I compare my upbringing to that of musicians, born in a house full of music. I think it’s rare to find a guitar player whose parents or grandparents didn’t play an instrument of some kind, or a singer that came from a tone deaf family. There are exceptions, of course, but I always ask, “Who else in your family plays an instrument?” when I encounter a musician. Ninety-nine percent of them always answer to the positive, that someone else plays a saxophone or a violin, or whatever… Same goes with artists, and accountants, as far as that goes. There always seems to be a thread to follow. It helps make you feel less crazy, I guess, knowing you’re not alone in your skills.

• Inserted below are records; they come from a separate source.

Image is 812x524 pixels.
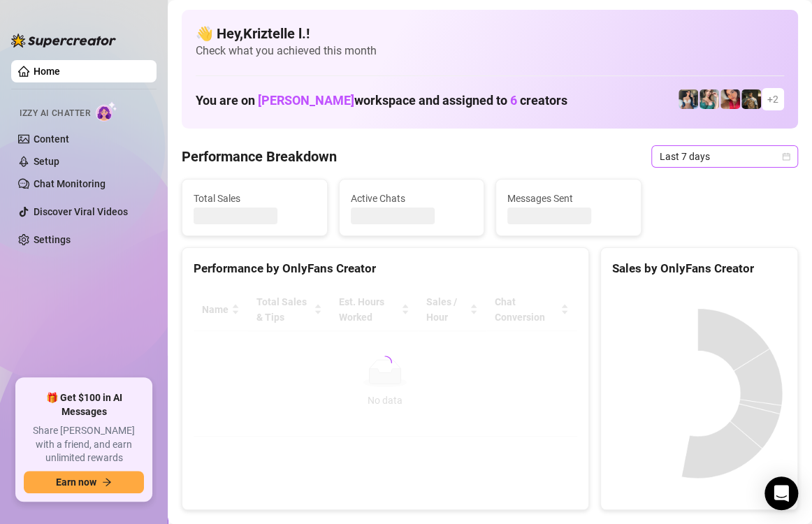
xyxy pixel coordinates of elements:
[11,33,116,47] img: logo-BBDzfeDw.svg
[33,66,60,77] a: Home
[19,107,90,120] span: Izzy AI Chatter
[182,146,337,166] h4: Performance Breakdown
[194,191,316,206] span: Total Sales
[24,424,144,465] span: Share [PERSON_NAME] with a friend, and earn unlimited rewards
[700,89,720,109] img: Zaddy
[24,471,144,493] button: Earn nowarrow-right
[33,134,70,145] a: Content
[679,89,698,109] img: Katy
[33,206,128,217] a: Discover Viral Videos
[33,156,59,167] a: Setup
[510,93,517,108] span: 6
[196,24,784,44] h4: 👋 Hey, Kriztelle l. !
[612,259,786,278] div: Sales by OnlyFans Creator
[258,93,354,108] span: [PERSON_NAME]
[507,191,630,206] span: Messages Sent
[95,101,118,121] img: AI Chatter
[196,44,784,58] span: Check what you achieved this month
[102,477,112,487] span: arrow-right
[376,353,395,372] span: loading
[56,477,96,488] span: Earn now
[742,89,761,109] img: Tony
[765,477,798,510] div: Open Intercom Messenger
[194,259,578,278] div: Performance by OnlyFans Creator
[660,146,790,167] span: Last 7 days
[24,391,144,418] span: 🎁 Get $100 in AI Messages
[33,234,70,245] a: Settings
[720,89,740,109] img: Vanessa
[33,178,106,189] a: Chat Monitoring
[351,191,473,206] span: Active Chats
[782,152,791,160] span: calendar
[768,92,779,107] span: + 2
[196,93,567,108] h1: You are on workspace and assigned to creators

But natural skill, or talent, only goes so far. I know some really talented writers who for whatever the reason, have just decided that the life isn’t for them—like my uncle. It’s not an easy career choice. Writing’s a persistence game, with no definable tract to follow like a lawyer or doctor has laid out before them. The first novel I sold, The Rattlesnake Season, was the seventh novel I’d written…along with countless short stories. There were long stretches of rejection letters, hours upon hours sitting at the typewriter (seriously, that’s what I started working on), wondering if I would ever get published. But I realized then, and now, that those hours I spent writing were like a musician practicing scales, learning one new riff after the next, or one new chord to add to the repertoire. I went to conferences. Took courses. Joined a writer’s group, and most importantly, I read voraciously. I was putting in my time. And without that dedication and those hours practicing how to tell a story, and learning how to handle rejection, I don’t believe it would have been possible for me to become a professional writer. Being born with a gift, if that’s what you want to call it, is one thing, but transforming it into a viable skill, and way of life, is another thing entirely.
Even now, more than twenty years after I began my serious embrace to writing as way of life, I still feel like I’m learning, like I’m just getting started. Each new novel I write teaches me a new lesson, a new skill, and my enthusiasm for practice is just as unbridled as it was in the beginning, if not more so.
So, I guess I think some people are born to be writers, but they have to want to live the life, they have to want to do the work, and experience the joy of it, before it truly becomes a reality. Climbing Mt. Everest shouldn’t be easy, and neither should writing a novel. Readers deserve a writer’s best, and I hope to give it every time ink hits the paper with my name on it.